Martin, lying flat on his belly, grew aware of a strange, tremulous stirring in the deeps of the wood. It was as though some great monster were moving, ponderous and slow, the earth and the trees quivering as it moved. There was a shrilling of steel and the snorting of horses. The knight in the red tabard held up his spear, and the wood seemed to grow silent.

Martin had blundered into the midst of a mystery. He crawled backwards through the bracken, keeping his eyes on the knight in the red tabard; but that gentleman was staring through a woodland window out upon Bracknell Plain, and Martin Valliant escaped unseen.

He lay for a while in a little dell, resting his chin on his hands, and staring at the seed pods of the wild hyacinths that had carpeted the ground. The wood remained silent, save for the screaming of a couple of jays, yet Martin guessed that the red knight was no solitary adventurer, but the leader of a great company that was lying hidden among the trees.

What of Sir Gregory and the men of the Red Rose?

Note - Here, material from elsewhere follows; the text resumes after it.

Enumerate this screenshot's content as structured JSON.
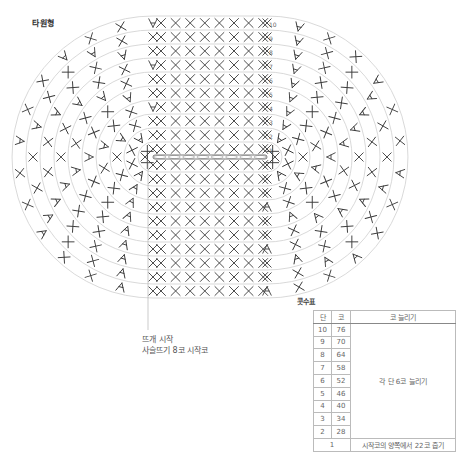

Were they pushing blindly into an ambush, and if so—what would come of it? A grim impartiality guided Martin’s thoughts; he cared not which beast devoured the other, provided Mellis was not harmed; he was a thief ready to snatch the precious plunder while these gentry fought. The inspiration was obvious, and stirred him to action. He crawled to the edge of the wood, followed it southwards for a short distance, chose a tall fir, and swarmed up it, leaving his club lying in the grass.

The tree forked above thirty feet from the ground, and Martin wriggled up and out along one of the limbs till he was part of the pine needles, like a crow in its nest. The fir gave him a superb view. He could see nearly the whole of Bracknell Plain, my Lord of Troy’s camp, even Sir Gregory’s troops massed in the hollow behind the hill. This live map puzzled him for a moment; he was thinking of the red knight in the wood, a sinister figure, the wizard who could conjure forth a dragon of steel.

Martin had his eyes on Sir Gregory’s forces, when he saw one of the columns push forward up the hill with a scattering of dark figures running on ahead. Sir Gregory was sending on his archers to sow arrows and disorder in my lord’s sluggish camp. The gentry and men-at-arms followed at a walk, moving on the farther side of the footmen, and ready to break into a charge when the archers had done their work. Last of all came Mellis’s guard, a knot of steel-clad figures with Falconer and Mellis in the midst.

Martin turned his eyes on my Lord of Troy’s camp. It looked amazingly still and unconcerned, the sentries standing to their arms in the midst of the heather. This carelessness seemed astonishing to the man who was watching those armed masses surging up the blind side of the hill. But the very foolishness of that seemingly casual camp flashed the meaning of it all into Martin Valliant’s mind. It was not my Lord of Troy who was in dire peril, but those hot heads who were streaming to the attack.

For many a year the Forest had good cause to remember the battle of Bracknell Plain. It began with the rush of Sir Gregory’s archers over the hill, and a rattling shower of arrows into my Lord of Troy’s camp. Yet these arrows did but little damage, for the White Rose bowmen had thrown up a wall of sods behind the line of brushwood and were lying under cover, while the heavily armed knights and gentry could trust in their harness. The foresters fired flight after flight of arrows into the camp, shouting and leaping like madmen, for not an arrow shot came in return.

Sir Gregory, who rode over the hill with his men-at-arms, saw his archers shooting furiously, and heard them cheering as though the victory were won. He did not pause to consider the question, but thinking my Lord of Troy’s men too panic-stricken even to run to their horses, he set his riders at the gallop and charged down upon the camp. His footmen were to follow and to end the business when he and his “spears” had broken in and scattered the enemy.

Then Martin saw puffs of blue smoke belch out from behind the brushwood, and heard the roar of my lord’s cannon. The archers sprang to their feet and poured a flight of arrows into the charging “horse.” The cannon shot tore into the mass; the arrows struck the horses. A great confusion followed, as of a wave of water meeting a wall; horses and men were down; the whole company faltered, broke, tangled itself into a whirl of disorder. Arrows came stinging down on them, for the shooting was fast and easy so far as my Lord of Troy’s archers were concerned.